Distance travelled ~ 709'020'800 km

helen czerski in belize

Getting geared up for the dive

Sharks and stalactites may be close to each other in the dictionary, but you would think that reality keeps them a safe distance apart. For a start, sharks aren't known for inhabiting caves, and every stalactite I've ever seen has been in a cave. Secondly, stalactites can't grow underwater and sharks can't breathe if they're taken out of water. That sounds like a clinching argument if ever I heard one, but the thing I love about science is that our world is more complicated and interesting than that. Not only did I see lots of sharks swim past lots of stalactites this week, but this weird combination tells us something fundamental about our planet. And it's not that a flock of flying sharks has started spelunking because they suddenly fancied bats for dinner.

Belize is just next to Guatemala and south of Mexico, tucked into the back of the Caribbean sea. Its coastline is littered with islands and coral reefs, but what brought Jacques Cousteau here in 1970 is circular deep blue hole in the reef. We arrived in Belize last Monday laden with SCUBA gear, all ready to explore that hole.

stalactite

Going into the hole was pretty eerie. There is sand and coral right up to the edge, and then the vertical wall just drops away into the darkness. We left all the brightness and light and colourful fish behind, and sank slowly. After going down a little way, all I could see was the rock wall stretching into the gloom. I found looking away from the wall a bit disconcerting because it felt as though anything could swim out of the black, even though I knew perfectly well how unlikely that was. We kept going down further and further, and I stared at the wall, straining to see what on earth brings people here. A reef shark swam past just two metres underneath me. And then the gloom readjusted itself just in front of me and I was looking at a stalactite that was nearly a metre wide at the top where I was, and was probably 5 metres long, pointing downwards into the depths. It was monstrous. There was an overhang, like an upside-down shelf a few metres deep, and looking along it I could see other stalactites hanging down, all of a similar size. We swam along the overhang, and the sharks cruised past us a few metres further out from the wall.

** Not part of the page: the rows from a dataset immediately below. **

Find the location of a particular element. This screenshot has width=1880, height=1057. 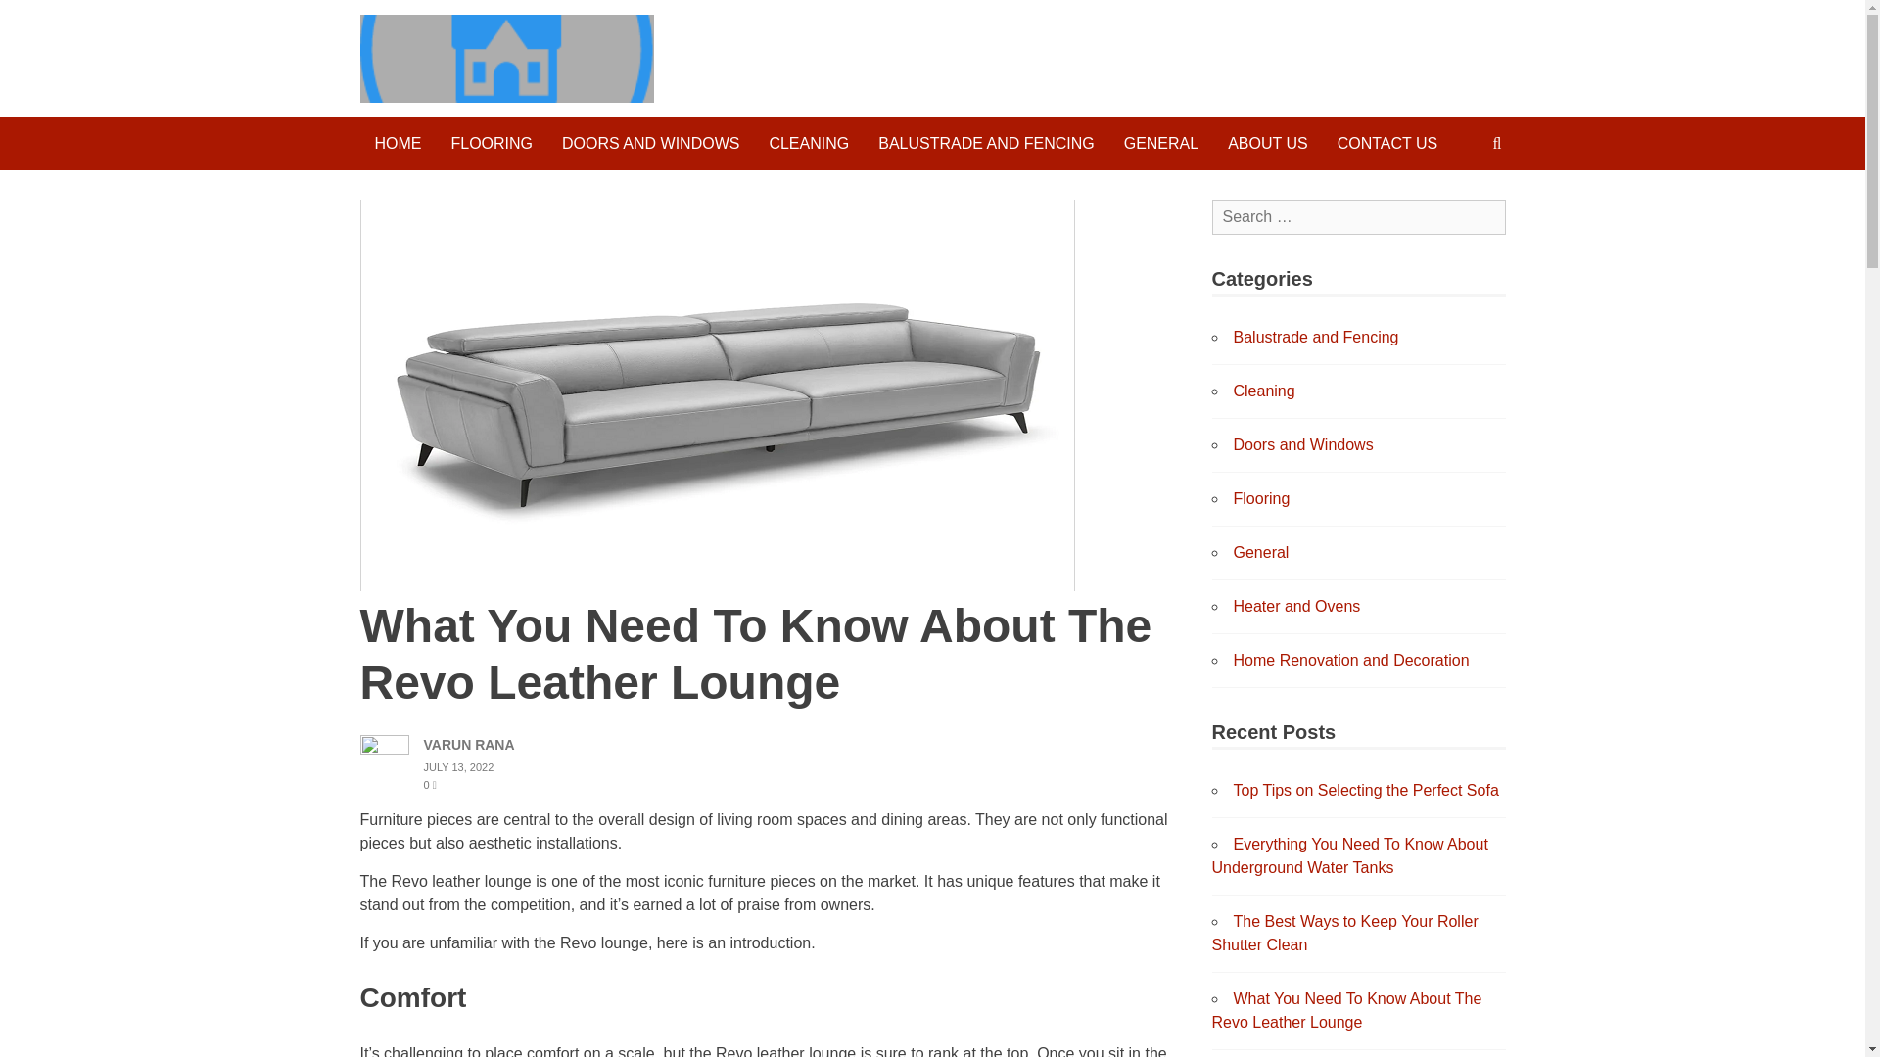

General is located at coordinates (1261, 552).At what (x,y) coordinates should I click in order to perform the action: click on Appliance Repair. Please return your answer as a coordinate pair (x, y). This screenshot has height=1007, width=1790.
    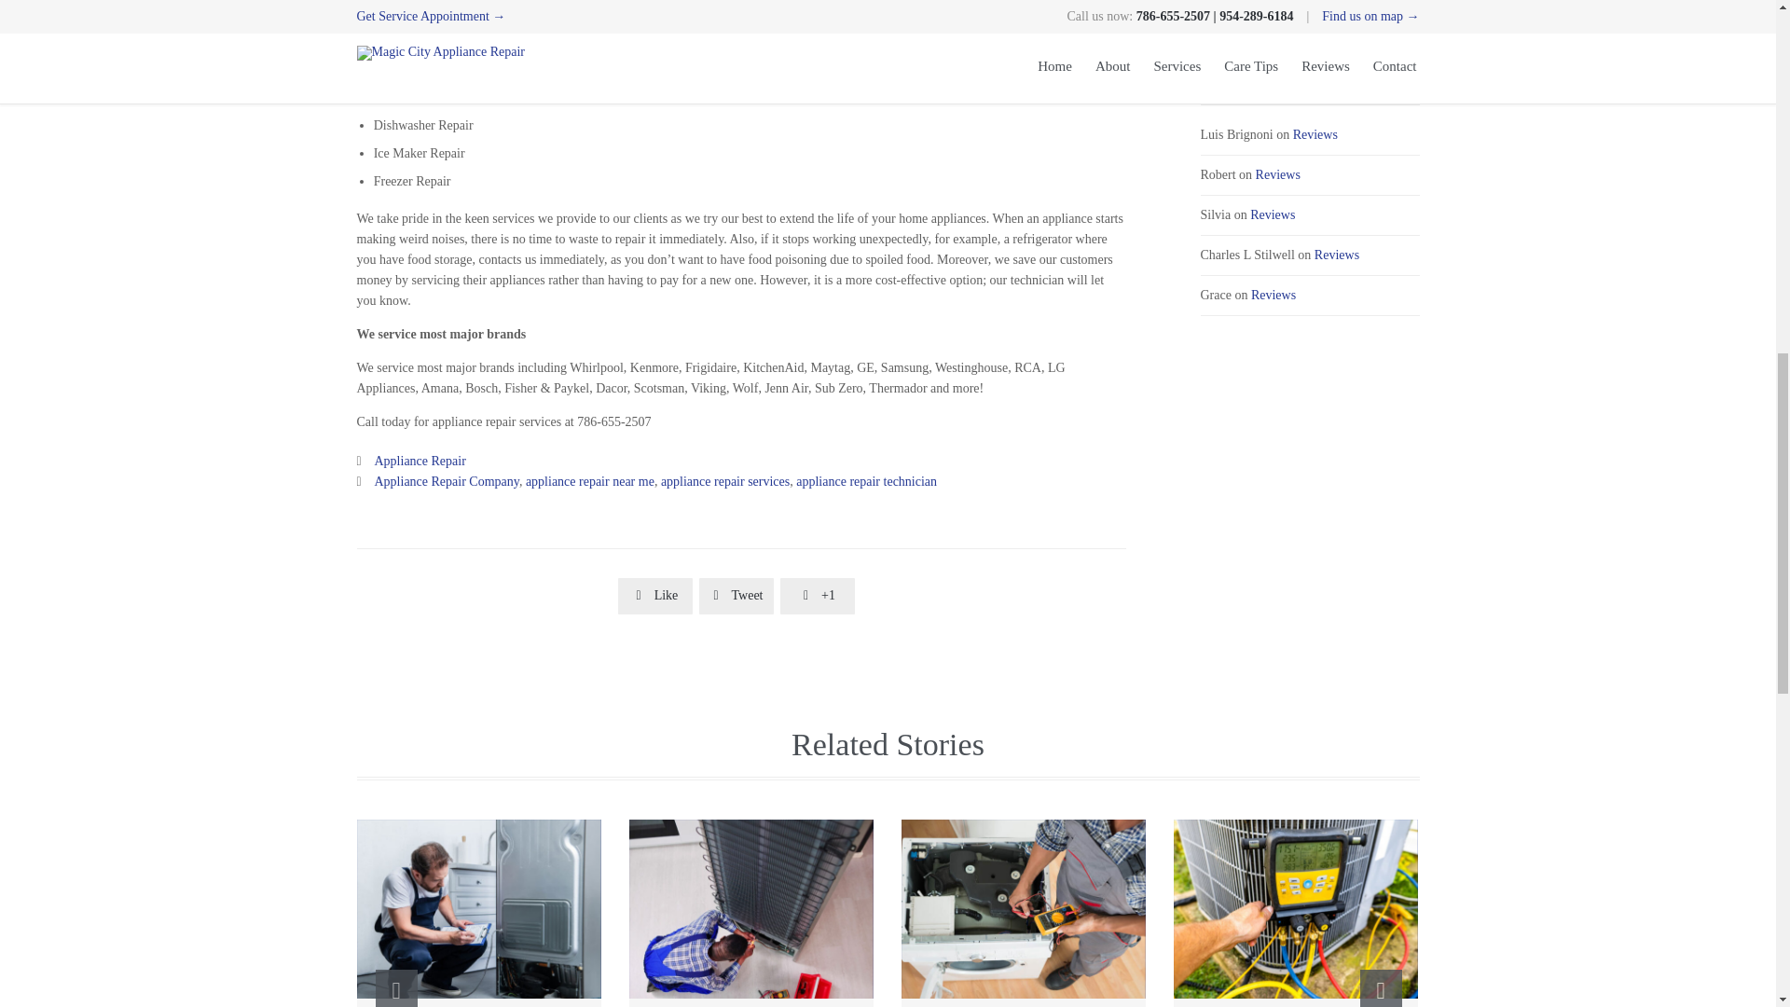
    Looking at the image, I should click on (419, 460).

Dives that deep have to be short, and we had work to do, so it was only that night that the scale and the incongruity of what I'd seen sank in.

filming beneath the sea

The size of the stalactites helps you understand the size of the story they're telling. Both are gigantic, almost too big to fit into a human brain. The reason that the stalactites are down there at all is that during ice ages, sea level gets much much lower. 15,000 years ago, the last time those stalactites were growing, they were on a cliff in dry air because sea level was 120 metres lower than it is today. That's the sort of fact that you can read and understand logically, and it's something that I had known for years, but it's hard to digest properly. Read it again: 120 metres lower. That is an awful lot of ocean that wasn't there. Floating in the darkness with 40 metres of water above me, next to a rock wall that kept going downwards as far as I could see, I came closer than I ever have to really understanding the enormity of the changes that ice ages bring to Earth. Oh yeah, and there were sharks too.